Course Coordinator
Yohei Omura
Urban Creek Landscape – Relational Space for Agency
The Norman Creek catchment, located near Brisbane’s inner city, stands as the city’s most urbanised creek, characterised by complex flood risks. The Great Flood of 1974 revealed the limitations of post-war flood mitigation based on artificial structures. Since the 1990s, community-led initiatives have consistently worked towards the rejuvenation of its waterways. Today, under the pressure of further urbanisation and densification, the catchment has become a focal point for rapid population growth and intensive redevelopment. This shift presents a unique opportunity to envision communities defined by a more intimate engagement between urban life and ecosystems.
The creek environment encompasses multiscalar spatial dimensions—from local vegetation to regional hydrological cycles—while simultaneously operating on its own temporal rhythms. Historically treated as an urban periphery, the studio aims to redefine the creek as a strategic anchor. It explores incremental urban development schemes that mediate the spatio-temporal dynamics of the creek with the complexities of everyday urban life.
In this studio, we conceptualise the creek landscape as a field of networks where actors, humans and non-humans (nature, objects, technology) shape one another. By synthesising diverse media to map networks of the past and present, students will analyse transformations and envision a future network that fosters richer interactions among diverse actors. This involves identifying pivotal nodes within the broader catchment and proposing tactical sites, programs, and spaces.
The studio proposes a Relational Space which offers opportunity for actors to find agency.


To do
Word for word, retype the tail of the data below, starting with the line that has "Where exactly is" and including the last line.

Records
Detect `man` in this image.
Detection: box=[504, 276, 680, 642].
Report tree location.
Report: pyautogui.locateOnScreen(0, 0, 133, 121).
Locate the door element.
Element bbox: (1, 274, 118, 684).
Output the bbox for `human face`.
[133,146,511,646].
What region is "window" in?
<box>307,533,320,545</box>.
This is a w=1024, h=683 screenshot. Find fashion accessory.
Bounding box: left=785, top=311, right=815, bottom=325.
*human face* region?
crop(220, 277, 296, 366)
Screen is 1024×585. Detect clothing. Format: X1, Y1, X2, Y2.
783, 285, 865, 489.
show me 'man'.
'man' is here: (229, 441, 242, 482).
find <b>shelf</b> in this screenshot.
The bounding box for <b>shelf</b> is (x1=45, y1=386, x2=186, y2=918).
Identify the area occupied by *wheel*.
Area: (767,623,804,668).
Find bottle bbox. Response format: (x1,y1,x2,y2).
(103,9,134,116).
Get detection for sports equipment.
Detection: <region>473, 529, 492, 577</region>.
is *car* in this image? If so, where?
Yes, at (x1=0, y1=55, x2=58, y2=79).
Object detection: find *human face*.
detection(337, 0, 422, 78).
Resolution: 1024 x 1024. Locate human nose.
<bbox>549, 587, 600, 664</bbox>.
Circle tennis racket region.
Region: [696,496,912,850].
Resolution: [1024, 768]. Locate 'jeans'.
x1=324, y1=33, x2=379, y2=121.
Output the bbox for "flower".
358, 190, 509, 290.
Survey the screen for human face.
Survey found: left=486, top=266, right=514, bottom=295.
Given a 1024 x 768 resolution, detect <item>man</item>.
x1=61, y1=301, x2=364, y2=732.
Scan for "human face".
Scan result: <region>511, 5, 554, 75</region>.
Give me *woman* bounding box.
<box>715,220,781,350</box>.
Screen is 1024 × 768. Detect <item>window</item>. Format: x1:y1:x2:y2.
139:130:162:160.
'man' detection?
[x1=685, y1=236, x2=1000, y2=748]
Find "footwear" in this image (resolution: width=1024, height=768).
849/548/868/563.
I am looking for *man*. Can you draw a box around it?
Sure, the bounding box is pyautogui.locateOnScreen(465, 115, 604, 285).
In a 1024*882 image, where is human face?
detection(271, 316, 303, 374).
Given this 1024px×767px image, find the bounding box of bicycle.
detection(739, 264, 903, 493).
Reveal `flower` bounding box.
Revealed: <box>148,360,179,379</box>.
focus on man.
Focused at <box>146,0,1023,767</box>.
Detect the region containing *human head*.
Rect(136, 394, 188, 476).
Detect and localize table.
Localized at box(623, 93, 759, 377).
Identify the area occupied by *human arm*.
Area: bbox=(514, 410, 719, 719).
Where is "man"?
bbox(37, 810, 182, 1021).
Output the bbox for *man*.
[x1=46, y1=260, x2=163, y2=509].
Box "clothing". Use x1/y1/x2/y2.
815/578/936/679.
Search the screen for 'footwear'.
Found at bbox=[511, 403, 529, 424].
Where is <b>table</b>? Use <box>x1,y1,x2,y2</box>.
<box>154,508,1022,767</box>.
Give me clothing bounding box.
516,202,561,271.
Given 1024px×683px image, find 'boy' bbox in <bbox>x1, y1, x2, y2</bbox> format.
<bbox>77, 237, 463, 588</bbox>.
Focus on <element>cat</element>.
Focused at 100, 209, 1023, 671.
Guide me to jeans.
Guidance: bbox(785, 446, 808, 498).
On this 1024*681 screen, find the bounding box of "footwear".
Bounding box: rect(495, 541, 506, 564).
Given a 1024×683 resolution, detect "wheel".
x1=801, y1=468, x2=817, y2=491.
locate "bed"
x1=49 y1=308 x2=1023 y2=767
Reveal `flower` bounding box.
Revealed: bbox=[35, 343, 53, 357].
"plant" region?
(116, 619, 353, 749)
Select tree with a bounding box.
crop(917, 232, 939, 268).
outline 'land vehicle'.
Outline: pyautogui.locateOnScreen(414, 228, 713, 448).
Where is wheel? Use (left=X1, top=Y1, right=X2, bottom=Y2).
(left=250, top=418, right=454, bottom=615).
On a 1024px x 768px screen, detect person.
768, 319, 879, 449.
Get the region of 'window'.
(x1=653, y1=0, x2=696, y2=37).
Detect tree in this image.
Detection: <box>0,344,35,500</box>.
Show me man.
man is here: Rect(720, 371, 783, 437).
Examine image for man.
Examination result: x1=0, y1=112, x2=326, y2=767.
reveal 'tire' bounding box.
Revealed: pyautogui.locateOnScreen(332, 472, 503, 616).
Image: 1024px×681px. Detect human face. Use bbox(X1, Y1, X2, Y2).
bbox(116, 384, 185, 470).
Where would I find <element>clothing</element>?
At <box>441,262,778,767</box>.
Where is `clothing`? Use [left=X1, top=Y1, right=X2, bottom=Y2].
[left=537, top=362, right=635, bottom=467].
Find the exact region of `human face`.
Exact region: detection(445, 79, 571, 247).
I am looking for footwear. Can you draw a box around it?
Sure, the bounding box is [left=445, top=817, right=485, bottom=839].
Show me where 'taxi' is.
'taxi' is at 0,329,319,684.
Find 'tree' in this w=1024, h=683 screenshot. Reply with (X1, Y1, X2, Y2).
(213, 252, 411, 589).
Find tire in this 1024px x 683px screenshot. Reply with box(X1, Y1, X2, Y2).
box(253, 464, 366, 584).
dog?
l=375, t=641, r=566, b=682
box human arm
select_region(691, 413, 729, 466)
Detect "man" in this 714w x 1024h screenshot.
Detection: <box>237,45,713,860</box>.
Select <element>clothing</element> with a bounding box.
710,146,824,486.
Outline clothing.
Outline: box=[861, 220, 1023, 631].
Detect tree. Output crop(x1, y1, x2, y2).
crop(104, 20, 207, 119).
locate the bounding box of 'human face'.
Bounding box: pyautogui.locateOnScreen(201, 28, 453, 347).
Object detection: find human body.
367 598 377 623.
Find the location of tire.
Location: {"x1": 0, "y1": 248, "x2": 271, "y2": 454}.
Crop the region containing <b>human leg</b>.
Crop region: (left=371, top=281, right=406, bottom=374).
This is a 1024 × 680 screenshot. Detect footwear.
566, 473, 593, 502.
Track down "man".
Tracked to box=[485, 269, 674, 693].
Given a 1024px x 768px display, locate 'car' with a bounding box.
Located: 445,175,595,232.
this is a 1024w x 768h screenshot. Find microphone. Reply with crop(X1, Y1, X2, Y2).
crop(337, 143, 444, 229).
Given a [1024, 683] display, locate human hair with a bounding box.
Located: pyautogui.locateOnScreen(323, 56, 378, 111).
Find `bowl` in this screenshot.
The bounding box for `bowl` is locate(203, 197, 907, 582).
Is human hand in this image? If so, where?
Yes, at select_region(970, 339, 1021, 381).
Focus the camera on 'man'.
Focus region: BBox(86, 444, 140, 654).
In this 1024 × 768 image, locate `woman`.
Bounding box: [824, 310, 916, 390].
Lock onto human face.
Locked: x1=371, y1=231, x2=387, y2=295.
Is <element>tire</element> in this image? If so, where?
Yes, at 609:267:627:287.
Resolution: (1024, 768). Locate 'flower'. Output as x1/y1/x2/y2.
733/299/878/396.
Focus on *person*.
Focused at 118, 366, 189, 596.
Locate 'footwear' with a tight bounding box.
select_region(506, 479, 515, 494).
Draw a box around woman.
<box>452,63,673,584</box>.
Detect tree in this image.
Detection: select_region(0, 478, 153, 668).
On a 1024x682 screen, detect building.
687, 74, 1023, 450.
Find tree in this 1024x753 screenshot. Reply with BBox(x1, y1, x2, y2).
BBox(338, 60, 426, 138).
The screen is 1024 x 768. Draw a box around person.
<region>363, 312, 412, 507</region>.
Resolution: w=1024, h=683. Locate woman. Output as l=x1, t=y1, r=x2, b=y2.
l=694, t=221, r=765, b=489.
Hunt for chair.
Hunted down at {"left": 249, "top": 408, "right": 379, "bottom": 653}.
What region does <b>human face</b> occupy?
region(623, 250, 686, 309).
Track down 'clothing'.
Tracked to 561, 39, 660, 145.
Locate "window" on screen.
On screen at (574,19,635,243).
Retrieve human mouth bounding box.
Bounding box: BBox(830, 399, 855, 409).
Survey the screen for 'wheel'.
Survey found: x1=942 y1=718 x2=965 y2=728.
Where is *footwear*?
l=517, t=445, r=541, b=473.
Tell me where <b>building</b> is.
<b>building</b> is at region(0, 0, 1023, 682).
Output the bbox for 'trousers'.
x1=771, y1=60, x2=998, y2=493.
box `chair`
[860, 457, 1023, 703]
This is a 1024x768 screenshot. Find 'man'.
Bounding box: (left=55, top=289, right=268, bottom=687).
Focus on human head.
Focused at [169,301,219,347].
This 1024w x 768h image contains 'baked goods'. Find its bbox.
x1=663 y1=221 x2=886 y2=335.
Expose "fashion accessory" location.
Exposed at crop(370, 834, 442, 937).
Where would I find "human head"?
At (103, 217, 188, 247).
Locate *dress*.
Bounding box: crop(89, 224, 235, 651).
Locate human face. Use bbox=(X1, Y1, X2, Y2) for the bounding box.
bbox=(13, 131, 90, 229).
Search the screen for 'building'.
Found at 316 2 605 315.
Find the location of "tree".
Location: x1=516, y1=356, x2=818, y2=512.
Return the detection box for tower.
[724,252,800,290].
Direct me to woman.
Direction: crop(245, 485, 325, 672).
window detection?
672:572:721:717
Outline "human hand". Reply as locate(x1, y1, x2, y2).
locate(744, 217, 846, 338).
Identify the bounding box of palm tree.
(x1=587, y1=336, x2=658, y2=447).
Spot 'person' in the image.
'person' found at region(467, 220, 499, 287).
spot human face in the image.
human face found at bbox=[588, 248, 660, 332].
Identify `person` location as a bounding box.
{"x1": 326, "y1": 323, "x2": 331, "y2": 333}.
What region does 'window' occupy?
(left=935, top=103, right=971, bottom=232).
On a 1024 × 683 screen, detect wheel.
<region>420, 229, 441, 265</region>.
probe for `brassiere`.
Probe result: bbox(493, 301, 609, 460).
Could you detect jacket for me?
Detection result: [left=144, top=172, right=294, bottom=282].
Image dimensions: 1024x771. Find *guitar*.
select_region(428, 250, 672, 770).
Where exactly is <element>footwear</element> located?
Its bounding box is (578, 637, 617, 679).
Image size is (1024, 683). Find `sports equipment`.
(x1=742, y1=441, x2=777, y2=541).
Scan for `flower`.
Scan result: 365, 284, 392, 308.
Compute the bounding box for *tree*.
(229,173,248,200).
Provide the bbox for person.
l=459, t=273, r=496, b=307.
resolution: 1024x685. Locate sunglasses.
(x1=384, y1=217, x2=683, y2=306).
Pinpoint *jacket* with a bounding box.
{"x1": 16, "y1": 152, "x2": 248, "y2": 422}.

The answer
Where exactly is <element>footwear</element> located?
Its bounding box is (578, 637, 617, 679).
Image size is (1024, 683). Find `sports equipment`.
(x1=742, y1=441, x2=777, y2=541).
Scan for `flower`.
Scan result: 365, 284, 392, 308.
Compute the bounding box for *tree*.
(229,173,248,200).
Provide the bbox for person.
l=459, t=273, r=496, b=307.
resolution: 1024x685. Locate sunglasses.
(x1=384, y1=217, x2=683, y2=306).
Pinpoint *jacket* with a bounding box.
{"x1": 16, "y1": 152, "x2": 248, "y2": 422}.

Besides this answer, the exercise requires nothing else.